Not a constitutional right. Also, exercised as an individual.
Exercised as an individual.
Not a constitutional right. Also, exercised as an individual.
What does it even mean for something to be a collective right? Who can exercise it? It’s not the states. The states have powers (10th amendment: powers not delegated are reserved). People have rights (9th amendment: rights not listed may still exist). If it were a power of the states, it’d be called a power.
And if it were a power of the states, rather than a right of individuals, why would state constitutions have analogous provisions?
That the people have a right to bear arms for the defence of themselves and the state
-PA declaration of rights 1776
That the people have a right to bear arms for the defence of themselves and the State
-VT 1777
That the right of the citizens to bear arms in defense of themselves and the State shall not be questioned.
-KY 1792
And not just explicitly contemporaneously with the US constitution:
That every citizen has a right to bear arms in defence of himself and state
-AL 1819
The right of the individual citizen to bear arms in defense of himself or the State shall not be impaired
-AZ 1912
The right of no person to keep and bear arms in defense of his home, person and property, or in aid of the civil power when thereto legally summoned, shall be called in question
-CO 1876
Every citizen has a right to bear arms in defense of himself and the state.
-CT 1812
A person has the right to keep and bear arms for the defense of self, family, home and State
-DE 1987
The people shall have the right to bear arms in defence of themselves and of the lawful authority of the State.
-FL 1868
Subject only to the police power, the right of the individual citizen to keep and bear arms shall not be infringed.
-IL 1970
If it all is a collective right, then why are there so many state constitutions from 50+ years ago that say it’s an individual right, not necessarily associated with militia service.

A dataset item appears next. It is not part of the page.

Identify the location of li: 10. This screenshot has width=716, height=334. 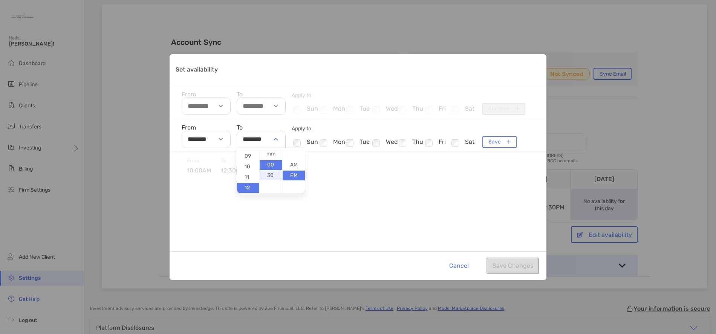
(248, 167).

And Heller I isn’t the first time SCOTUS ruled that it’s an individual right. It’s actually Dred Scott! As horrible and racist as that decision was, it explicitly listed one of the rights Scott would enjoy would be to " to keep and carry arms wherever they went"
It’s not clearly labelled as addressing the administration of militias. And not being enumerated on its own doesn’t mean it’s not a standalone right. Otherwise the right to petition the Government for redress of grievances is only related to the ability to practice whatever religion you want.
HAhahahaha! Aside from Dred Scott, there is no court sanctified read. There’s Cruikshank, which read the 14th as not incorporating the 2nd. Presser, which says private militias can be regulated (but the 2nd doesn’t protect a right to create a private militia). It may, depend in how exactly you read it, also say that states can’t entirely ban guns from everyone, because the US government needs an armed body of people to form a militia. Miller v. Texas which says the 14th doesn’t incorporate the 2nd. United States v. Miller which says military style weapons are especially protected by the 2nd. It’s also odd in that the defendant was dead, and so the case moot before the decision rendered, and there was no defense at the court. It was strictly the prosecution-appellants that were represented. And then you have Heller I, which reads the 2nd as an individual right. And MacDonald which overrules Cruikshank and says the 2nd actually is incorporated, and applies to the states even if they don’t have their own state constitutional provision.
There’s no actual jurisprudence from SCOTUS stating that the 2nd is a “collective right” whatever that means. The closest is: the 2nd amendment being ignored, as other portions of the Bill of Rights were.
And you don’t even manage to address the objection to Living Constitutionalism: if the constitution means whatever is convenient, then it’s not something that limits. It can’t be relied upon. If it’s re-interpreted however we like for now, it’ll be re-interpreted later, probably in ways we don’t like.